Representatives of ICE and the Justice Department officials involved declined to comment on the matter.

The subpoenas were issued last week, after federal officials announced that 19 non-citizens in North Carolina had been charged with casting illegal votes in the 2016 election. Those indictments arose from an investigation by a newly created federal task force focused on document and benefits fraud in the Eastern District of North Carolina, where the 44 counties are.

Critics say that those arrests hardly constitute a wave of voter fraud worthy of such a broad demand for documents, which they said could overwhelm the budgets and staffs of small counties just when they need to be preparing for the November election. They also raised concerns about privacy. Among the prosecutors’ demands are millions of secret ballots cast by absentee and early voters whose identities could be easily traced.

Some critics also speculated that the Trump administration was looking to continue the work of its much-maligned voter fraud commission, which was disbanded in January in a blizzard of complaints and litigation after finding no evidence of significant fraud or a corrupt voting system.

It was the latest in a series of controversies surrounding the question of voter fraud, and whether Republican-backed efforts to combat it mask an effort to actually suppress voter turnout.

North Carolina has had more of these controversies than most states.
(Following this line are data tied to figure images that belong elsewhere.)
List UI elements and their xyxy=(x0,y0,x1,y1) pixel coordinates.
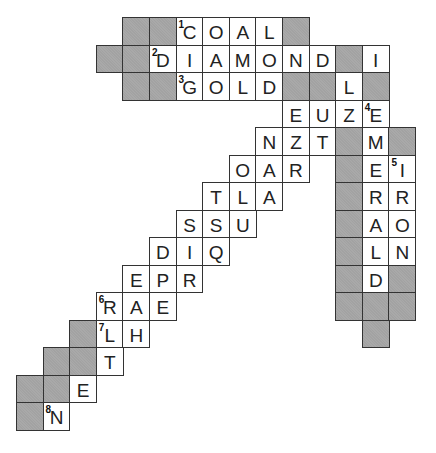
cell-letter: N xyxy=(262,133,276,152)
letter-cell[interactable]: O xyxy=(255,45,283,74)
cell-letter: Z xyxy=(290,133,302,152)
letter-cell[interactable]: 5I xyxy=(388,155,416,184)
letter-cell[interactable]: M xyxy=(229,45,257,74)
letter-cell[interactable]: L xyxy=(362,237,390,266)
cell-letter: O xyxy=(395,216,410,235)
letter-cell[interactable]: Z xyxy=(282,127,310,156)
cell-letter: D xyxy=(156,243,170,262)
letter-cell[interactable]: 1C xyxy=(176,17,204,46)
cell-letter: G xyxy=(182,78,197,97)
block-cell xyxy=(309,72,337,101)
letter-cell[interactable]: 2D xyxy=(149,45,177,74)
letter-cell[interactable]: N xyxy=(388,237,416,266)
letter-cell[interactable]: L xyxy=(229,72,257,101)
clue-number: 6 xyxy=(99,294,105,305)
cell-letter: I xyxy=(187,243,192,262)
cell-letter: D xyxy=(262,78,276,97)
letter-cell[interactable]: S xyxy=(176,210,204,239)
letter-cell[interactable]: 8N xyxy=(43,402,71,431)
cell-letter: A xyxy=(263,161,276,180)
block-cell xyxy=(69,347,97,376)
cell-letter: L xyxy=(104,326,115,345)
cell-letter: Q xyxy=(209,243,224,262)
letter-cell[interactable]: 7L xyxy=(96,320,124,349)
letter-cell[interactable]: R xyxy=(388,182,416,211)
letter-cell[interactable]: A xyxy=(362,210,390,239)
letter-cell[interactable]: O xyxy=(202,17,230,46)
cell-letter: E xyxy=(369,161,382,180)
cell-letter: A xyxy=(210,51,223,70)
letter-cell[interactable]: R xyxy=(282,155,310,184)
letter-cell[interactable]: A xyxy=(122,292,150,321)
letter-cell[interactable]: A xyxy=(255,155,283,184)
letter-cell[interactable]: U xyxy=(309,100,337,129)
crossword-grid: 1COAL2DIAMONDI3GOLDLEUZ4ENZTMOARE5ITLARR… xyxy=(0,0,436,453)
letter-cell[interactable]: E xyxy=(149,292,177,321)
block-cell xyxy=(388,127,416,156)
cell-letter: L xyxy=(264,23,275,42)
letter-cell[interactable]: D xyxy=(149,237,177,266)
letter-cell[interactable]: D xyxy=(309,45,337,74)
block-cell xyxy=(16,375,44,404)
block-cell xyxy=(122,45,150,74)
letter-cell[interactable]: 6R xyxy=(96,292,124,321)
block-cell xyxy=(335,292,363,321)
letter-cell[interactable]: T xyxy=(202,182,230,211)
block-cell xyxy=(282,72,310,101)
letter-cell[interactable]: P xyxy=(149,265,177,294)
letter-cell[interactable]: E xyxy=(122,265,150,294)
clue-number: 8 xyxy=(46,404,52,415)
letter-cell[interactable]: I xyxy=(176,237,204,266)
letter-cell[interactable]: O xyxy=(229,155,257,184)
block-cell xyxy=(335,127,363,156)
letter-cell[interactable]: H xyxy=(122,320,150,349)
letter-cell[interactable]: M xyxy=(362,127,390,156)
cell-letter: L xyxy=(344,78,355,97)
letter-cell[interactable]: E xyxy=(69,375,97,404)
letter-cell[interactable]: 3G xyxy=(176,72,204,101)
letter-cell[interactable]: R xyxy=(362,182,390,211)
letter-cell[interactable]: T xyxy=(96,347,124,376)
cell-letter: R xyxy=(103,298,117,317)
cell-letter: R xyxy=(369,188,383,207)
letter-cell[interactable]: T xyxy=(309,127,337,156)
letter-cell[interactable]: A xyxy=(229,17,257,46)
letter-cell[interactable]: A xyxy=(202,45,230,74)
letter-cell[interactable]: D xyxy=(255,72,283,101)
letter-cell[interactable]: I xyxy=(176,45,204,74)
cell-letter: L xyxy=(237,188,248,207)
block-cell xyxy=(362,320,390,349)
letter-cell[interactable]: Q xyxy=(202,237,230,266)
cell-letter: A xyxy=(236,23,249,42)
block-cell xyxy=(335,45,363,74)
block-cell xyxy=(388,292,416,321)
clue-number: 5 xyxy=(391,157,397,168)
block-cell xyxy=(149,17,177,46)
letter-cell[interactable]: L xyxy=(335,72,363,101)
cell-letter: S xyxy=(210,216,223,235)
letter-cell[interactable]: A xyxy=(255,182,283,211)
cell-letter: A xyxy=(130,298,143,317)
letter-cell[interactable]: U xyxy=(229,210,257,239)
letter-cell[interactable]: N xyxy=(282,45,310,74)
letter-cell[interactable]: E xyxy=(282,100,310,129)
block-cell xyxy=(335,155,363,184)
letter-cell[interactable]: O xyxy=(202,72,230,101)
letter-cell[interactable]: E xyxy=(362,155,390,184)
letter-cell[interactable]: L xyxy=(229,182,257,211)
cell-letter: O xyxy=(209,78,224,97)
block-cell xyxy=(335,210,363,239)
letter-cell[interactable]: 4E xyxy=(362,100,390,129)
cell-letter: O xyxy=(209,23,224,42)
letter-cell[interactable]: L xyxy=(255,17,283,46)
letter-cell[interactable]: R xyxy=(176,265,204,294)
letter-cell[interactable]: N xyxy=(255,127,283,156)
letter-cell[interactable]: I xyxy=(362,45,390,74)
cell-letter: R xyxy=(183,271,197,290)
letter-cell[interactable]: D xyxy=(362,265,390,294)
cell-letter: D xyxy=(316,51,330,70)
letter-cell[interactable]: S xyxy=(202,210,230,239)
letter-cell[interactable]: O xyxy=(388,210,416,239)
cell-letter: O xyxy=(235,161,250,180)
letter-cell[interactable]: Z xyxy=(335,100,363,129)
In 2016, a federal appeals court struck down a state voter identification law written by North Carolina Republicans, saying that it was aimed at African-American voters “with almost surgical precision.” On Election Day this year, voters will consider a Republican-backed constitutional amendment that would require voters to show a photo ID at the polls.

The state elections board audited the 2016 election and reported in April 2017 that it had found 41 suspected cases of non-citizens casting votes.

President Trump has nonetheless called the US voting system “rigged,” and has frequently made unsupported claims that millions of people, including many unauthorised immigrants, have been voting illegally.

When the Trump administration’s voter fraud commission imploded in January, the commission’s vice chairman — Kris Kobach, the Kansas secretary of state — said its work would be transferred to the Homeland Security Department; ICE is part of that department.

Bryan D Cox, an ICE spokesman, said that the investigation in North Carolina was “locally driven” by the office of the US attorney for the Eastern District, Robert J Higdon Jr.

In previous administrations, US attorneys routinely sought approval from senior Justice Department officials before undertaking investigations that were likely to attract national attention or cause controversy, according to Vanita Gupta, who led the department’s Civil Rights Division under President Barack Obama. “Given its atypical nature, it’s hard to imagine that main Justice was unaware” of the investigations and the subpoenas, she said.

A Justice Department official in Washington referred questions about the matter to Mr Higdon’s office, which declined to comment.

The subpoena to the state elections board requests documents from 2010 through August 2018, including voter registration applications, early voting application forms, and absentee ballot request forms.

Joshua Lawson, general counsel for the North Carolina state Board of Elections and Ethics Enforcement, estimated that it covered more than 15 million state documents.

The subpoena to the county boards requests “any and all poll books, e-poll books, voting records, and/or voter authorisation documents and executed official ballots” for a five-year period beginning August 30, 2013.

Mr Lawson said that this would cover in excess of 5 million county documents.

The subpoena request, he said, was “probably the largest on record in North Carolina within our agency.” He, like others, said he was puzzled by the investigation’s goals.

“With the scope so broad, what is the particular interest of immigration authorities?” he said.

The state elections board plans to consider the subpoenas in a telephone meeting on Friday and may discuss whether to resist them.